WASHINGTON (dpa-AFX) - A hole that opens annually in the ozone layer over Earth's southern pole was relatively small in 2024 compared to other years, scientists say.
As healing continues in the atmosphere over the Antarctic, scientists with NASA and the National Oceanic and Atmospheric Administration project the ozone layer could fully recover by 2066.
During the peak of ozone depletion season from September 7 through October 13, 2024, the area of the ozone hole ranked the seventh smallest since recovery began in 1992, NASA said. It was in that year that the Montreal Protocol, a landmark international agreement to phase out ozone-depleting chemicals, began to take effect.
At almost 8 million square miles (20 million square kilometers), the monthly average ozone-depleted region in the Antarctic this year was nearly three times the size of the contiguous U.S. The hole reached its greatest one-day extent for the year on Sept. 28 at 8.5 million square miles (22.4 million square kilometers).
The improvement is due to a combination of continuing declines in harmful chlorofluorocarbon (CFC) chemicals, along with an unexpected infusion of ozone carried by air currents from north of the Antarctic, scientists said.
'The 2024 Antarctic hole is smaller than ozone holes seen in the early 2000s,' said Paul Newman, leader of NASA's ozone research team and chief scientist for Earth sciences at NASA's Goddard Space Flight Center in Greenbelt, Maryland. 'The gradual improvement we've seen in the past two decades shows that international efforts that curbed ozone-destroying chemicals are working.'
The ozone-rich layer high in the atmosphere acts as a planetary sunscreen that helps shield the earth from harmful ultraviolet radiation from the Sun. Areas with depleted ozone allow more UV radiation, resulting in increased cases of skin cancer and cataracts. Excessive exposure to UV light can also reduce agricultural yields as well as damage aquatic plants and animals in vital ecosystems.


## ABOUT THIS EXERCISE
I'd like every line from the material below that has "will" in it.

## SOURCE MATERIAL
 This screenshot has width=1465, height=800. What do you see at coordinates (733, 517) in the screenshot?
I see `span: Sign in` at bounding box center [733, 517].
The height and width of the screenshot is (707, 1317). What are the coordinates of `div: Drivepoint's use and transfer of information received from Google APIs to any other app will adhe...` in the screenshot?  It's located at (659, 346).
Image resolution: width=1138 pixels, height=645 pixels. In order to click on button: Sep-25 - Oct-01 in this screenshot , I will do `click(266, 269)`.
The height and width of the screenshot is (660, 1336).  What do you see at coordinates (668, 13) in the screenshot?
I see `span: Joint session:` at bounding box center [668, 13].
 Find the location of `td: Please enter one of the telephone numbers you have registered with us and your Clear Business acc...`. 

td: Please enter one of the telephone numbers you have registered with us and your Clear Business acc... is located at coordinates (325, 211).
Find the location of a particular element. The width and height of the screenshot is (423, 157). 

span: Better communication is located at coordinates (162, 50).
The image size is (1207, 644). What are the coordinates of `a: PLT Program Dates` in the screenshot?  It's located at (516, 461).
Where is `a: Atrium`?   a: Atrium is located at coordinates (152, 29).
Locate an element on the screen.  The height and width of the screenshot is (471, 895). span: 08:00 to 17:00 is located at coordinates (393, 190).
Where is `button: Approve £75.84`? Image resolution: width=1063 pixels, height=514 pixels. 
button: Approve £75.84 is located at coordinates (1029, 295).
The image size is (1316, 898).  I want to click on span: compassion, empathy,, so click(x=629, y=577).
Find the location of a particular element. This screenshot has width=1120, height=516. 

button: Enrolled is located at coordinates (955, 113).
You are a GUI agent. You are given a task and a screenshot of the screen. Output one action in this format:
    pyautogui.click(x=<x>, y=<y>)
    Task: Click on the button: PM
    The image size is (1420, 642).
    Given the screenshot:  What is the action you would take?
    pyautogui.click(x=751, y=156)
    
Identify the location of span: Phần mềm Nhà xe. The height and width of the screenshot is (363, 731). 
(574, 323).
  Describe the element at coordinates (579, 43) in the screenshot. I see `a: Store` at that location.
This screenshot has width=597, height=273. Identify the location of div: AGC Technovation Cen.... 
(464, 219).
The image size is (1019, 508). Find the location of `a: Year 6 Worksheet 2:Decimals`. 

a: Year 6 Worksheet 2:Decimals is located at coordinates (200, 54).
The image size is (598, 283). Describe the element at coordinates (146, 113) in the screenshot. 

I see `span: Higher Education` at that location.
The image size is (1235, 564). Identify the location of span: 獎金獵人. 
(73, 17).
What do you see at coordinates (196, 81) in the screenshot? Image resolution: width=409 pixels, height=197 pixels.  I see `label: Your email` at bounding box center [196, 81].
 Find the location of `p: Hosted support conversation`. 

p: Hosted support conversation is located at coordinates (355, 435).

## RESPONSE FOR THIS EXERCISE
The height and width of the screenshot is (707, 1317). What are the coordinates of `div: Drivepoint's use and transfer of information received from Google APIs to any other app will adhe...` in the screenshot?  It's located at (659, 346).
Image resolution: width=1138 pixels, height=645 pixels. In order to click on button: Sep-25 - Oct-01 in this screenshot , I will do `click(266, 269)`.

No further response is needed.